On the face of it, the movement to slow growth appears to be humanist. Earlier in this series, I pointed towards Jane Jacobs. Known as a humanist and advocate of individualism, her writing took a dark turn in her later years, with her last book The Dark Age Ahead a deeply pessimistic castigation of modern family, education, science, government and culture. Always a radical, Jacobs began as a radical optimist, but became increasingly pessimistic and radical pessimism becomes indistinguishable from nihilism.
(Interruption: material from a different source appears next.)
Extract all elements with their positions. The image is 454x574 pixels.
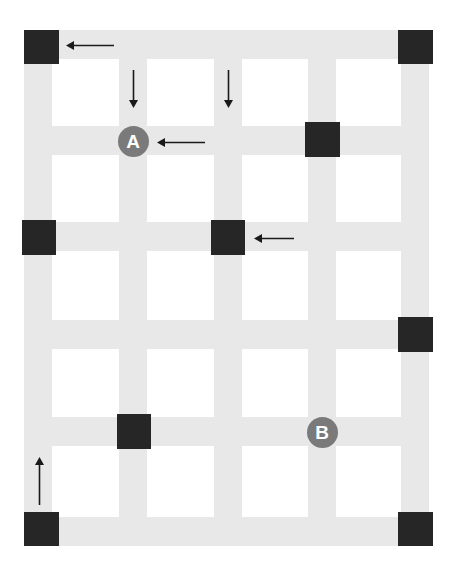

This is also apparent in the works of leading anti-growth advocate Jason Hickel's work Less Is More: How Degrowth Will Save the World which has been called "the degrowth bible." Hickel, an anthropologist by training, who was worked in international development, ends a piece on the errors of colonialism with this quote by Martiniquan communist Aimé Césaire,
"What am I driving at? That a nation which colonizes, that a civilization which justifies colonization—and therefore force—is already a sick civilization, a civilization that is morally diseased, that irresistibly, progressing from one consequence to another, one repudiation to another, calls for its Hitler—its punishment.”
It is true that in the pursuit of selfish progress, developed countries have deeply wronged other peoples, the environment and members of their own society. That a civilization is morally diseased and irresistibly calls for its punishment is a view of humanity as irredeemable evil. In that framing, people are bad and multiplying is worse.
This piece was not meant to persuade you that people are bad or that growth is wrong – or even the opposite view. I am simply pointing out that these views are in vogue among the degrowth movement that appears to be, and may even think of itself as, saving humanity. After all, Nietzsche too believed he was the savior of the world.